The weeks that followed immediately after bulged big with the things which Billy must do or have done. For to lie on one's back in the sun with one's hat pulled low, dreaming lazily and with minute detail the perfect supervision of a model cow-outfit from its very inception up through the buying of stock and the building of corrals and the breaking of horses to the final shipping of great trainloads of sleek beef, is one thing; to start out in reality to do all that, with the hundred little annoyances and hindrances which come not to one's dreaming in the sun, is something quite different.

But with all the perplexities born of his changed condition and the responsibility it brought him, Billy rejoiced in the work and airily planned the years to come--years in which he would lead Alexander P. Dill straight into the ranks of the Western millionaires; years when the sun of prosperity would stand always straight overhead, himself a Joshua who would, by his uplifted hands, keep it there with never a cloud to dim the glory of its light.

For the first time in his life he rode over Texas prairies and lost thereby some ideals and learned many things, the while he spent more money than he had ever owned--or ever expected to own--as the preliminary to making his pet dream come true; truth to tell, it mattered little to Billy Boyle whether his dream came true for himself or for another, so long as he himself were the chief magician.

So it was with a light heart that he swung down from the train at Tower, after his homing flight, and saw Dill, conspicuous as a flagstaff, waiting for him on the platform, his face puckered into a smile of welcome and his bony fingers extended ready to grip painfully the hand of Charming Billy.

"I'm very glad to see you back, William," he greeted earnestly. "I hope you are well, and that you met with no misfortune while you were away. I have been very anxious for your return, as I need your advice upon a matter which seems to me of prime importance. I did not wish to make any decisive move until I had consulted with you, and time is pressing. Did you--er--buy as many cattle as you expected to get?" It seemed to Billy that there was an anxious note in his voice. "Your letters were too few and too brief to keep me perfectly informed of your movements."

"Why, everything was lovely at my end uh the trail, Dilly--only I fell down on them four thousand two-year-olds. Parts uh the country was quarantined for scab, and I went way around them places. And I was too late to see the cattlemen in a bunch when they was at the Association--only you ain't likely to savvy that part uh the business--and had to chase 'em all over the country. Uh course it was my luck to have 'em stick their prices up on the end of a pole, where I didn't feel like climbing after 'em. So I only contracted for a couple uh thousand to be laid down in Billings somewhere between the first and the tenth of June, at twenty-one dollars a head. It was the best I could do this year--but next winter I can go down earlier, before the other buyers beat me to it, and do a lot better. Don't yuh worry, Dilly; it ain't serious."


## Directions for this task
Could you give the entries again, exactly as written?

Collection entries:
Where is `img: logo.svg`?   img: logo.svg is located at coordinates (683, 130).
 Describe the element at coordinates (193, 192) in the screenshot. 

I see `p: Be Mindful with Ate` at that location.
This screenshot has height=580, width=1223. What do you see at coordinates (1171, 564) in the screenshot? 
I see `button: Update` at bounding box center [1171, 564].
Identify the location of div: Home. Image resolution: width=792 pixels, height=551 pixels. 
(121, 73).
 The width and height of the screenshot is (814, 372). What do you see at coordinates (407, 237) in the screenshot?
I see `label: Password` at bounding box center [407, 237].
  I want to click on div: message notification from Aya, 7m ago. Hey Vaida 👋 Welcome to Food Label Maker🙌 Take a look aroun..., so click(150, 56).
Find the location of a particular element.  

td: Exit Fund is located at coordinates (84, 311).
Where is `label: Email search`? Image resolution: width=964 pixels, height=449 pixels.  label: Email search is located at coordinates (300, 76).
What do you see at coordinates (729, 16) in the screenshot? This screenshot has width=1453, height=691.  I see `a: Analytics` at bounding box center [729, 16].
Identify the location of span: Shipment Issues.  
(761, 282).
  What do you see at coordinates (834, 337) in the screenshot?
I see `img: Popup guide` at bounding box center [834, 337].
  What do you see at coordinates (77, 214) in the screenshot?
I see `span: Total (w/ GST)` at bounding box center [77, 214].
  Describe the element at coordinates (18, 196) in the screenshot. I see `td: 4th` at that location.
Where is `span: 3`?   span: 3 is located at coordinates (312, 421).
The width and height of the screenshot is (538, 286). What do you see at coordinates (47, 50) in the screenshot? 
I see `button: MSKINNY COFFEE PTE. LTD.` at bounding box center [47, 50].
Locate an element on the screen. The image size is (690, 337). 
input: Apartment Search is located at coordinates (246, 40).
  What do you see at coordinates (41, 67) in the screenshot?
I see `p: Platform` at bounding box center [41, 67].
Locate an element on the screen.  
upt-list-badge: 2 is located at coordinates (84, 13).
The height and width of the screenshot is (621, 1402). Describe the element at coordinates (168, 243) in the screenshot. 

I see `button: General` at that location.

## Exercise result
Where is `img: logo.svg`?   img: logo.svg is located at coordinates (683, 130).
 Describe the element at coordinates (193, 192) in the screenshot. 

I see `p: Be Mindful with Ate` at that location.
This screenshot has height=580, width=1223. What do you see at coordinates (1171, 564) in the screenshot? 
I see `button: Update` at bounding box center [1171, 564].
Identify the location of div: Home. Image resolution: width=792 pixels, height=551 pixels. 
(121, 73).
 The width and height of the screenshot is (814, 372). What do you see at coordinates (407, 237) in the screenshot?
I see `label: Password` at bounding box center [407, 237].
  I want to click on div: message notification from Aya, 7m ago. Hey Vaida 👋 Welcome to Food Label Maker🙌 Take a look aroun..., so click(150, 56).
Find the location of a particular element.  

td: Exit Fund is located at coordinates (84, 311).
Where is `label: Email search`? Image resolution: width=964 pixels, height=449 pixels.  label: Email search is located at coordinates (300, 76).
What do you see at coordinates (729, 16) in the screenshot? This screenshot has width=1453, height=691.  I see `a: Analytics` at bounding box center [729, 16].
Identify the location of span: Shipment Issues.  
(761, 282).
  What do you see at coordinates (834, 337) in the screenshot?
I see `img: Popup guide` at bounding box center [834, 337].
  What do you see at coordinates (77, 214) in the screenshot?
I see `span: Total (w/ GST)` at bounding box center [77, 214].
  Describe the element at coordinates (18, 196) in the screenshot. I see `td: 4th` at that location.
Where is `span: 3`?   span: 3 is located at coordinates (312, 421).
The width and height of the screenshot is (538, 286). What do you see at coordinates (47, 50) in the screenshot? 
I see `button: MSKINNY COFFEE PTE. LTD.` at bounding box center [47, 50].
Locate an element on the screen. The image size is (690, 337). 
input: Apartment Search is located at coordinates (246, 40).
  What do you see at coordinates (41, 67) in the screenshot?
I see `p: Platform` at bounding box center [41, 67].
Locate an element on the screen.  
upt-list-badge: 2 is located at coordinates (84, 13).
The height and width of the screenshot is (621, 1402). Describe the element at coordinates (168, 243) in the screenshot. 

I see `button: General` at that location.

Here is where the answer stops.